Shifting Focus to Small and Wide Data
Authors: Coleman Harris
“By 2025, 70% of organizations will be compelled to shift their focus from big to small and wide data, providing more context for analytics and making AI less data hungry”, according to Gartner’s report on the Top Trends in Data and Analytics for 2021.
While machine learning methods have grown more complicated, the “big” historical data typically used to train them can become outdated quickly. This is especially true after the COVID-19 pandemic, where customer behaviors and expectations dramatically shifted and new modeling efforts were needed. This suggests a need for smaller data sources and models that are easier to implement, even as machine performance is unaffected by these shifts. These new techniques that can take advantage of small and wide data, implementing a more nimble, dynamic approach, are emerging as the immediate future of data science methods.
So, what makes data small and wide? Ross Dawson, noted strategic advisor, defines it as “diverse inputs, taking disparate sources and learning from them and their correlations without necessarily requiring the brute force of size.” This differs from typical “big data” approaches like neural networks and artificial intelligence, that require copious amounts of data to reveal hidden trends. Companies that can leverage new techniques that are flexible to rapid changes in the data will provide more accurate, more adaptable business decisions in the coming future.
Data Lake and Agile Principles
One key demonstration of the power of small and wide data is the data lake. Data lakes are a type of data storage that hold large amounts of raw data from many different sources. As “big data” exploded into the technology scene, disparate data sources often were collected into a data lake or other types of infrastructure.
However, aggregating massive amounts of raw data yielded poor returns on investment – without use cases or a narrative driving the additional new sources to the data lake, what often resulted was a less useful data resource. This motivates the need for a reason, a use case, to collect new data sources. The ultimate goal is to implement a piece of data, draw value out of it, and test whether that value is relevant, before investing any costs in data infrastructure.
Employing agile principles relies on fast iteration of new data and resources. In this scenario, teams cannot wait for large data sources to be stitched together and connected to begin work. To succeed in an agile framework, new data sources are identified and tested before the data is cleaned, transformed, and joined into the master data – saving on time and money.
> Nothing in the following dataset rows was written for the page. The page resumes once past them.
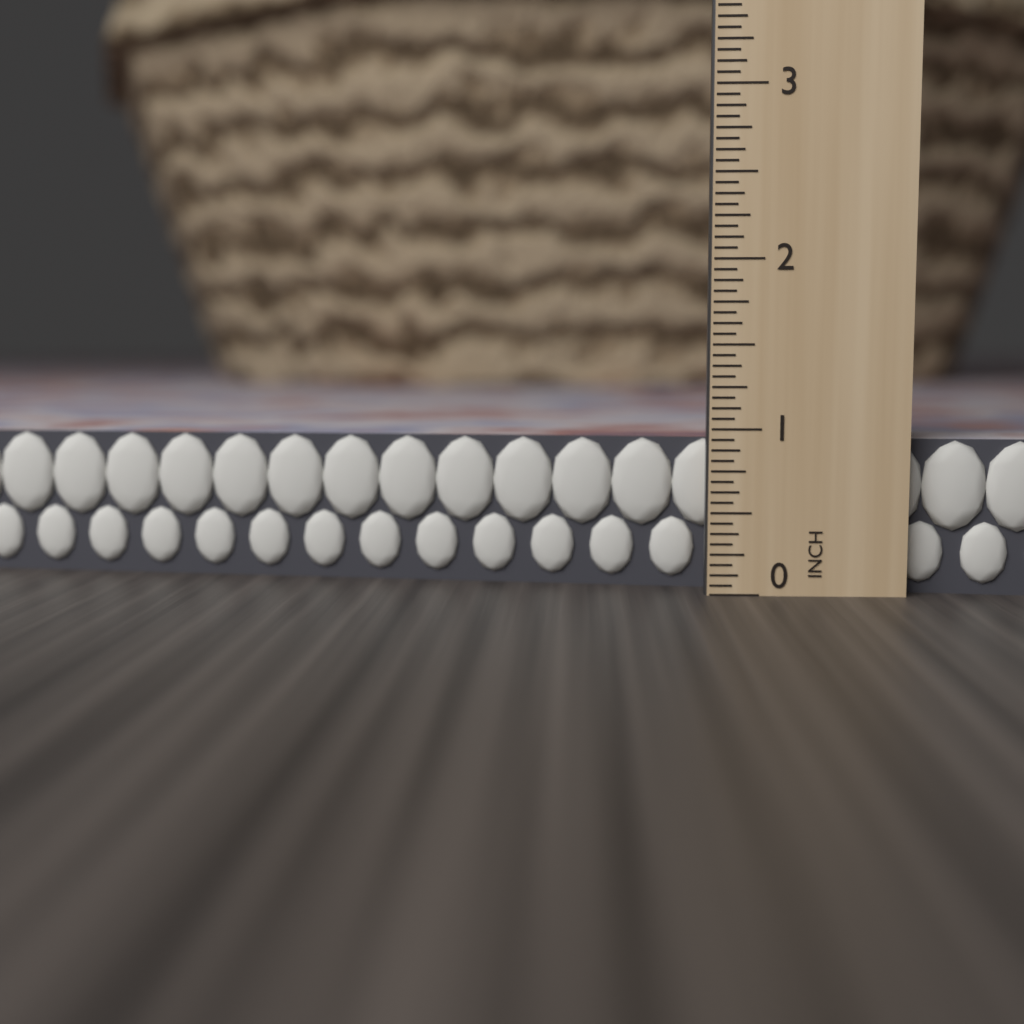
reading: 0.9375 in
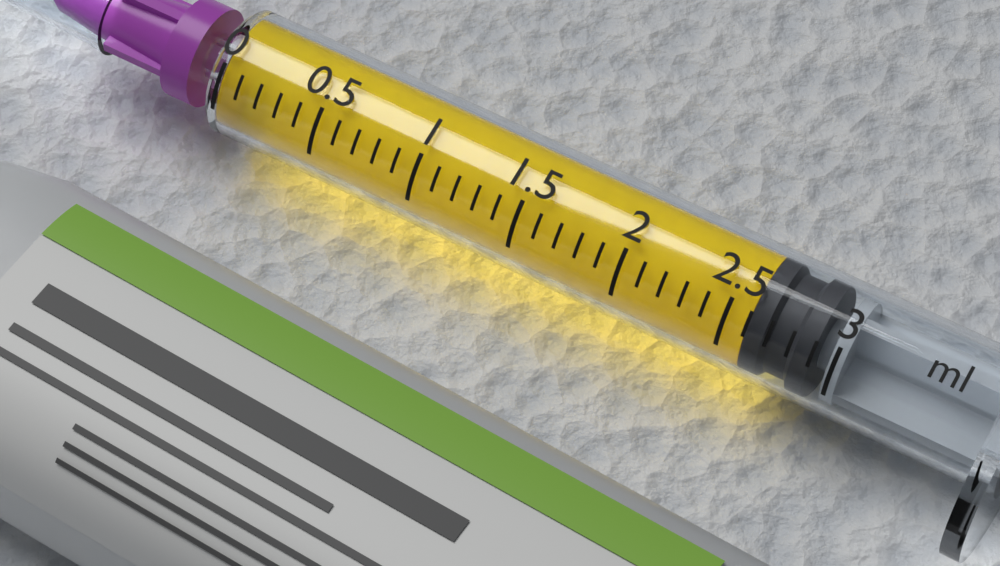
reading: 2.6 ml
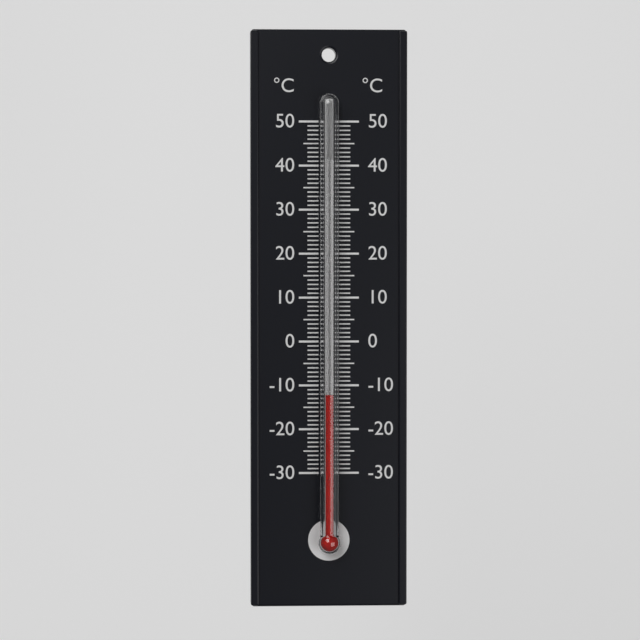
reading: -12 °C
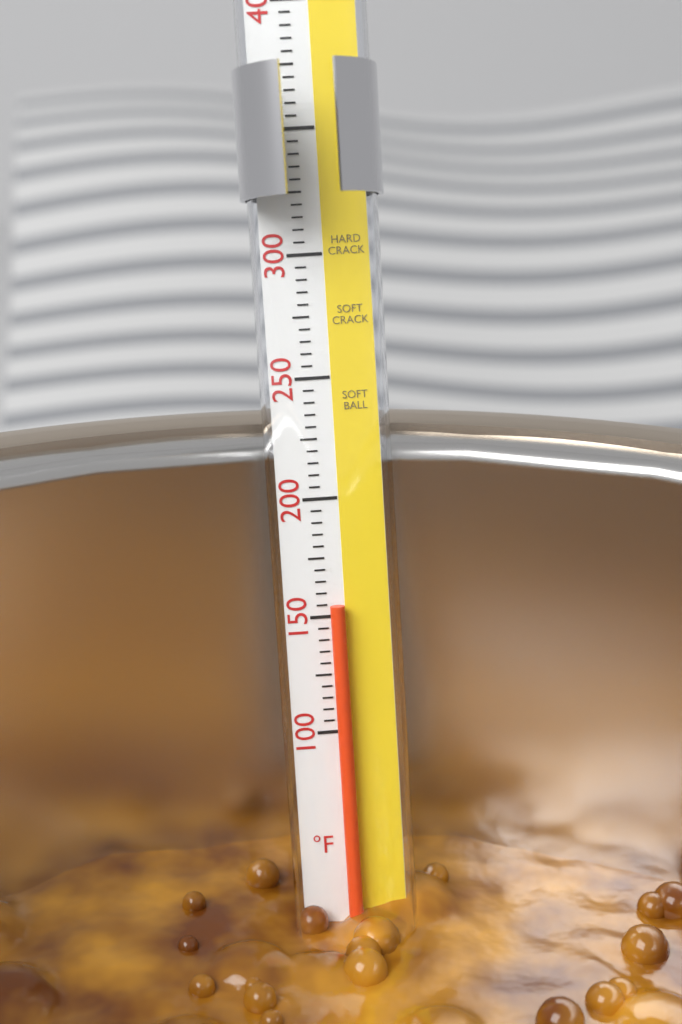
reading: 155 °F
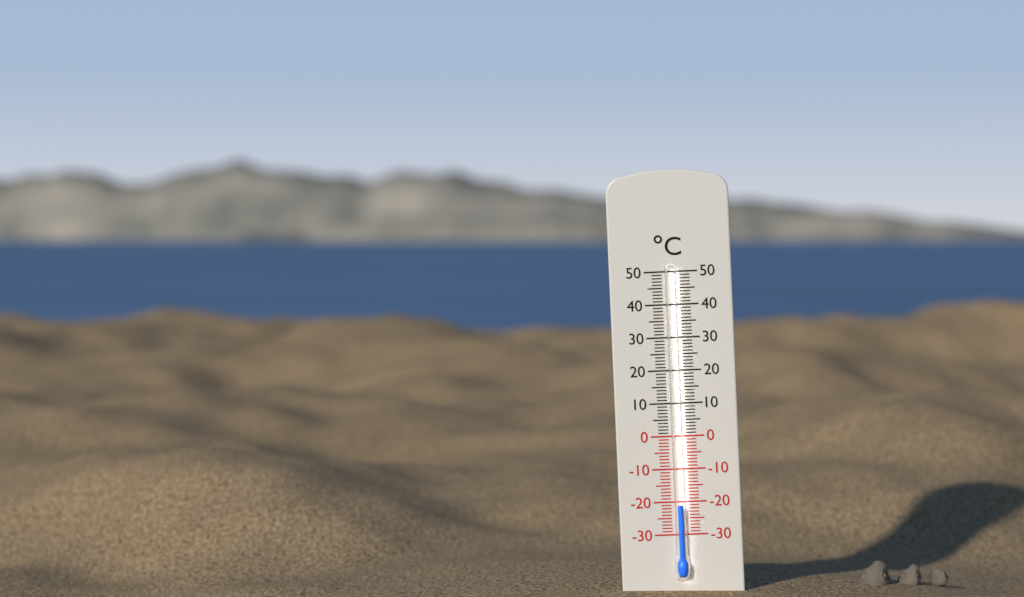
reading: -21 °C
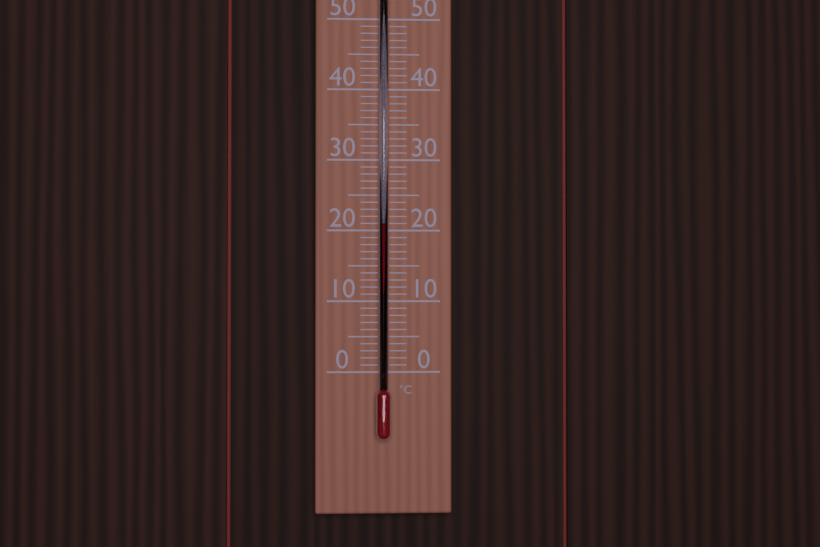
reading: 21 °C
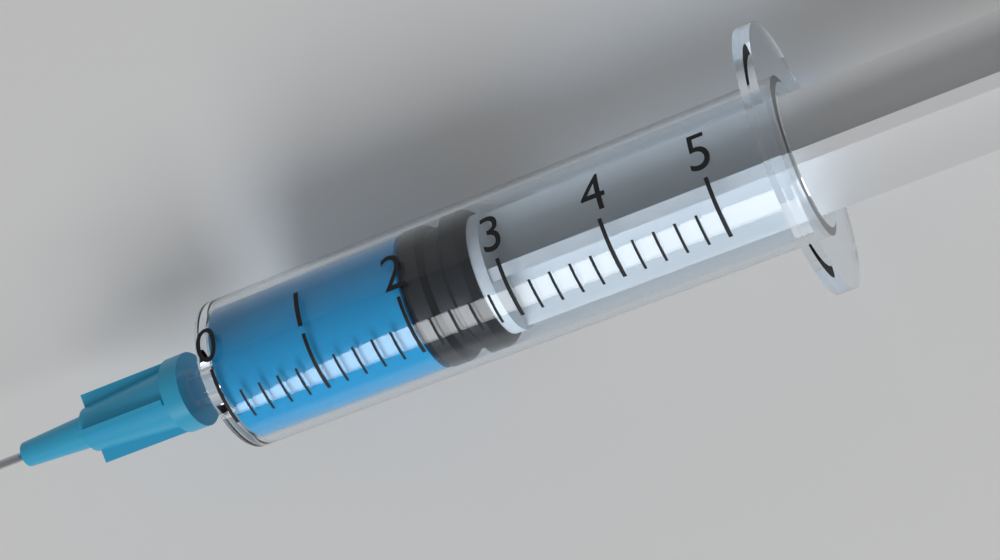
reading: 2.0 (no unit)
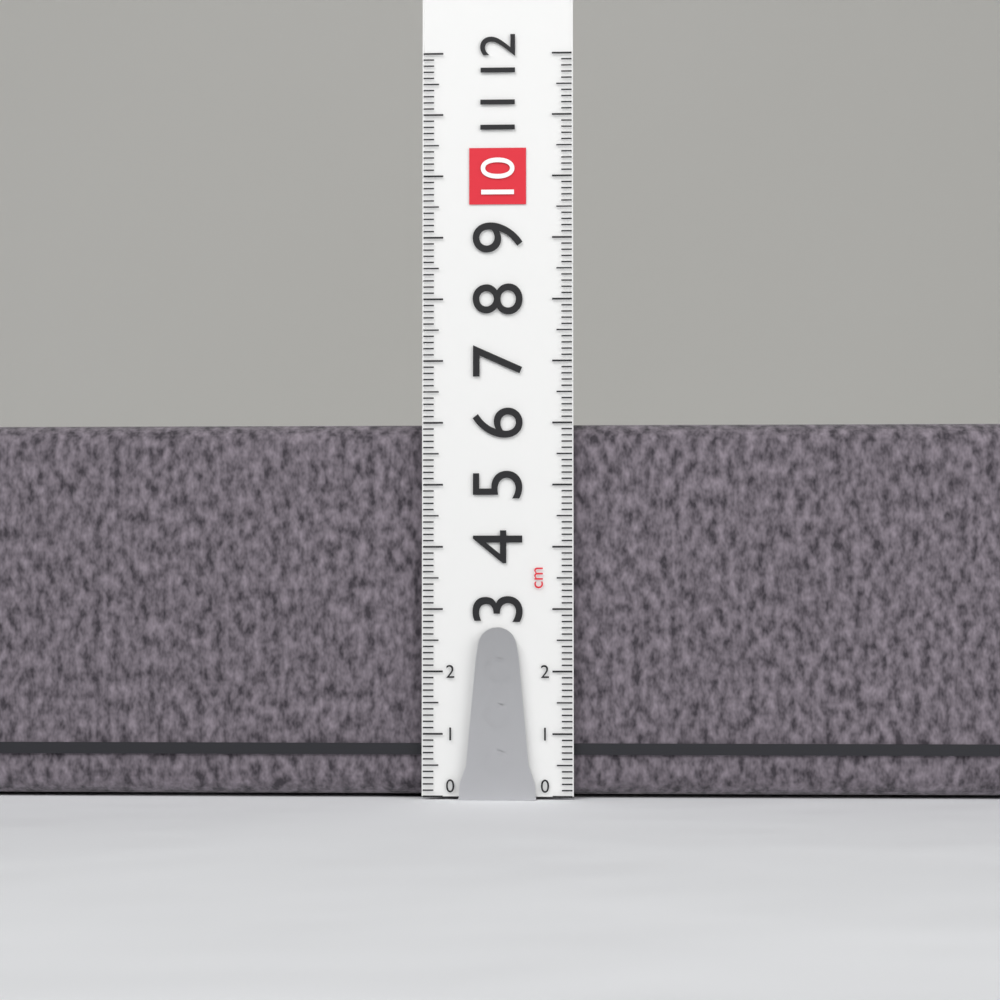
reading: 6.0 cm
Our Perspective: Rapid Data Development
The Kaizen Analytix team discovered one of our clients needed to acquire daily natural gas prices to better tune company projections. In a big data approach, an analytics team may compile natural gas, oil, and propane prices at varying levels of detail into a large database to get results. But that return on investment may be minimal – at Kaizen, we focused on acquiring the natural gas data that added direct value and then tested our hypothesis, before adding it into the data infrastructure. This acquisition was motivated by a specific use case, with immediate value – there is little reason to invest the time and cost of acquiring more data, if there is little evidence to support its utility.
Implementation
With this pivot to more valuable, more direct data sources, data scientists are turning away from black box machine learning methods to more statistically rigorous ones. These include techniques like Bayesian modeling and ridge regression, which are more powerful with less data, and can be tuned to not rely heavily on historical data.
This change in direction highlights a key difference in how data science is implemented – strategic planning vs. tactical planning. Strategic planning is a higher-level approach to hit downstream targets, typically years down the line, where tactical planning is the month-to-month shifts necessary to meet that strategic goal. As scenarios like the COVID-19 pandemic show, often the strategic goals that companies set must be changed and updated along the way.
This again requires data science modeling that is smaller and more nimble – models trained on the past 10 years of data will be overfit, or tuned to the wrong channel, for historical scenarios. Techniques that rely more heavily on statistical assumptions can be changed or updated with major shifts, allowing for more accurate results alongside these rapid changes. This is not to say that “big data” and powerful machine learning methods have no place – these perform exceedingly well at understanding deep underlying relationships and long-term trends. But, to make tactical decision with the ability to update those forecasts nimbly requires small and wide data, and the methods that best utilize it.
The Value of Small and Wide Data
Small and wide data can be incredibly powerful, especially alongside new developments in methods that use rigorous assumptions to best handle rapidly changing data. We focus on this by motivating our analytics solutions with use cases that drive immediate value, and modeling efforts that are prescriptive. Ultimately, as we shift the focus from powerful black box solutions to defined addition of value, Kaizen sits at the forefront of implementing small and wide data in the analytics space.